FSC policy replacement guidelines 'irrelevant'
The FSC, which represents life insurance, superannuation and managed fund providers, has produced a brochure and form for advisers to give to clients who are thinking about replacing risk products.
In 2010, the Investment, Savings and Insurance Association drafted some similar guidelines but FSC chief executive Peter Neilson said they never gained traction, partly out of fears that they were anti-competitive and partly because of the looming regulatory overhaul.
“Now we have regulations and the FMA has made it clear that it expects advisers to give holistic, useful advice and act in the best interests of clients. But how do you establish that unless there is a process for doing so?’
The FSC’s form says it should be whenever an existing Term Life, Disability, Trauma, and/or Income Protection policy or benefit is to be replaced, exchanged or converted.
It asks whether the adviser will receive something from the insurer in return for the new contract, for the reasons why the policy is being replaced and for details of all the risks covered by the client’s existing policy that will not be covered by the new one.
Clients are told that advisers should take into account their personal situation, medical conditions, ability to cover stand-down periods, the cost of maintaining a policy and the financial strength rating of the insurers involved.
Neilson said an earlier draft of the documents recommended that before a client changed to a new agreement, they give their existing provider a chance to make a counter-offer. “We took that out because it could be anti-competitive… obviously at that stage there is already some issue with the previous provider.”
He said the form was not compulsory for FSC members. “If it is useful, more people will use it. If not, most people will have to develop something similar.”
IFA president Nigel Tate said there were some issues with the wording of the form but the bigger problem was that it was totally irrelevant for authorised financial advisers, who had to meet high regulatory standards, anyway.
He said if the FSC could not get all its members to adopt the form, "why on Earth would practitioners use it? Everything in here is covered by regulation. It just adds paperwork and no value.”
Tate said the only benefit would be that the form required registered, not authorised, financial advisers to put their recommendations in writing.
But he said until customers who were replacing their policies with those offered by their banks were also regularly touting similar forms, it was pointless. “It’s a good way to enhance the credibility of the FSC with the Government but it doesn’t do a great deal for the consumer.”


→ **Problem description**
Within the records that follow, count the lines containing the string "ordenar". Reply only with the count.

→ **Given records**
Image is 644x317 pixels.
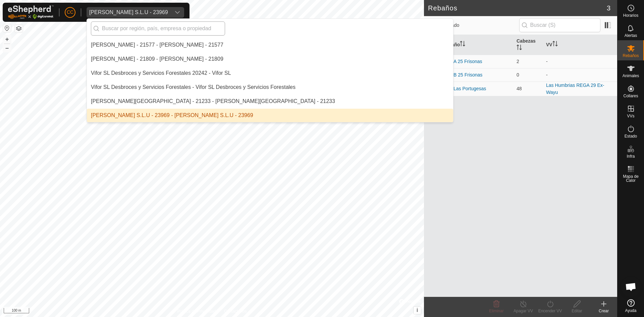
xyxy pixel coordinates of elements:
[171,7,184,18] div: dropdown trigger
[91,55,223,63] div: [PERSON_NAME] - 21809 - [PERSON_NAME] - 21809
[564,308,590,314] div: Editar
[91,22,225,36] input: Buscar por región, país, empresa o propiedad
[453,85,486,92] div: Las Portugesas
[543,35,617,55] th: VV
[453,72,482,78] div: B 25 Frisonas
[8,5,54,19] img: Logo Gallagher
[417,307,418,313] span: i
[428,22,519,29] span: 0 seleccionado
[617,296,644,315] a: Ayuda
[552,42,558,47] p-sorticon: Activar para ordenar
[177,308,216,314] a: Política de Privacidad
[87,80,453,94] li: Vifor SL Desbroces y Servicios Forestales
[543,55,617,68] td: -
[624,134,637,138] span: Estado
[87,109,453,122] li: Vilma Labra S.L.U - 23969
[621,277,641,297] div: Chat abierto
[460,42,465,47] p-sorticon: Activar para ordenar
[91,69,231,77] div: Vifor SL Desbroces y Servicios Forestales 20242 - Vifor SL
[625,308,637,312] span: Ayuda
[519,18,600,32] input: Buscar (S)
[87,7,171,18] span: Vilma Labra S.L.U - 23969
[440,35,514,55] th: Rebaño
[626,154,635,158] span: Infra
[87,52,453,65] li: Victor Ortiz Arroyo - 21809
[517,45,522,51] p-sorticon: Activar para ordenar
[623,94,638,98] span: Collares
[3,44,11,52] button: –
[453,58,482,65] div: A 25 Frisonas
[91,111,253,120] div: [PERSON_NAME] S.L.U - 23969 - [PERSON_NAME] S.L.U - 23969
[87,38,453,52] li: Victor Manuel Bohoyo Laso - 21577
[3,24,11,32] button: Restablecer Mapa
[517,59,519,64] span: 2
[91,97,335,105] div: [PERSON_NAME][GEOGRAPHIC_DATA] - 21233 - [PERSON_NAME][GEOGRAPHIC_DATA] - 21233
[623,13,638,18] span: Horarios
[67,9,73,16] span: CC
[414,306,421,314] button: i
[517,86,522,91] span: 48
[87,66,453,80] li: Vifor SL
[622,74,639,78] span: Animales
[489,308,503,313] span: Eliminar
[624,34,637,38] span: Alertas
[627,114,634,118] span: VVs
[537,308,564,314] div: Encender VV
[91,41,223,49] div: [PERSON_NAME] - 21577 - [PERSON_NAME] - 21577
[428,4,607,12] h2: Rebaños
[15,24,23,32] button: Capas del Mapa
[3,35,11,43] button: +
[89,10,168,15] div: [PERSON_NAME] S.L.U - 23969
[224,308,246,314] a: Contáctenos
[514,35,543,55] th: Cabezas
[590,308,617,314] div: Crear
[622,54,638,58] span: Rebaños
[543,68,617,81] td: -
[91,83,295,91] div: Vifor SL Desbroces y Servicios Forestales - Vifor SL Desbroces y Servicios Forestales
[517,72,519,77] span: 0
[510,308,537,314] div: Apagar VV
[607,3,610,13] span: 3
[87,94,453,108] li: VILA EMILIA SLU - 21233
[619,174,642,182] span: Mapa de Calor
[546,82,604,95] a: Las Humbrias REGA 29 Ex-Wayu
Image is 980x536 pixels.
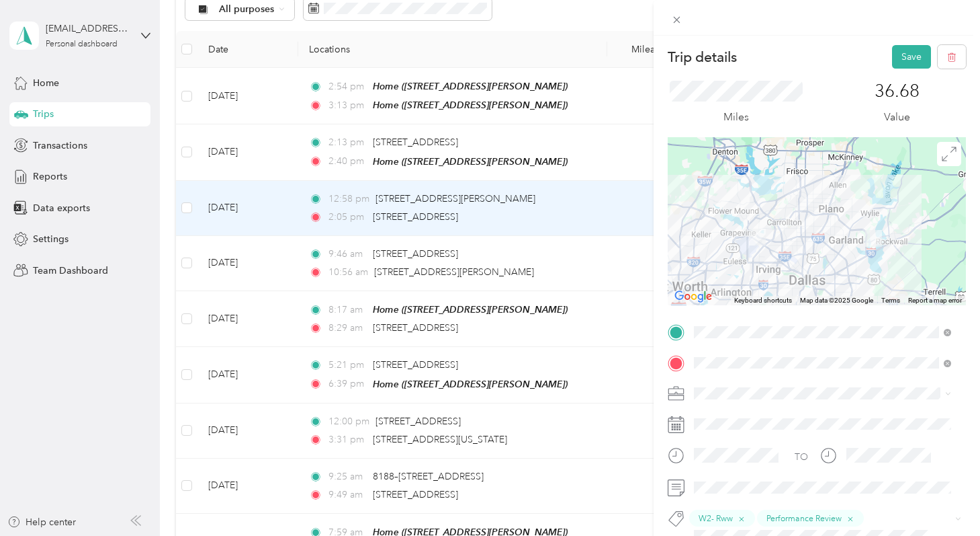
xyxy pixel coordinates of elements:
[757,509,864,526] button: Performance Review
[671,287,715,305] img: Google
[723,109,749,126] p: Miles
[689,509,755,526] button: W2- Rww
[884,109,910,126] p: Value
[881,297,900,304] a: Terms (opens in new tab)
[698,512,732,524] span: W2- Rww
[875,80,920,103] p: 36.68
[905,460,980,536] iframe: Everlance-gr Chat Button Frame
[668,48,737,67] p: Trip details
[908,297,962,304] a: Report a map error
[767,512,841,524] span: Performance Review
[671,287,715,305] a: Open this area in Google Maps (opens a new window)
[794,449,808,464] div: TO
[734,296,792,305] button: Keyboard shortcuts
[800,297,873,304] span: Map data ©2025 Google
[892,45,931,68] button: Save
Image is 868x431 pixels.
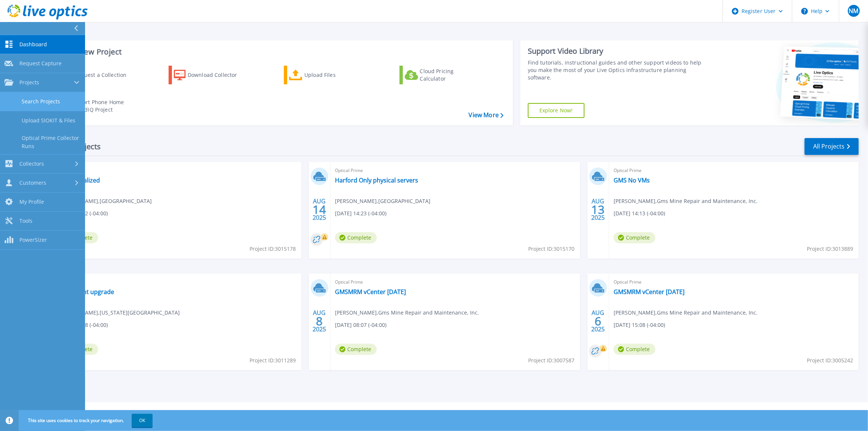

→ **Your response**
3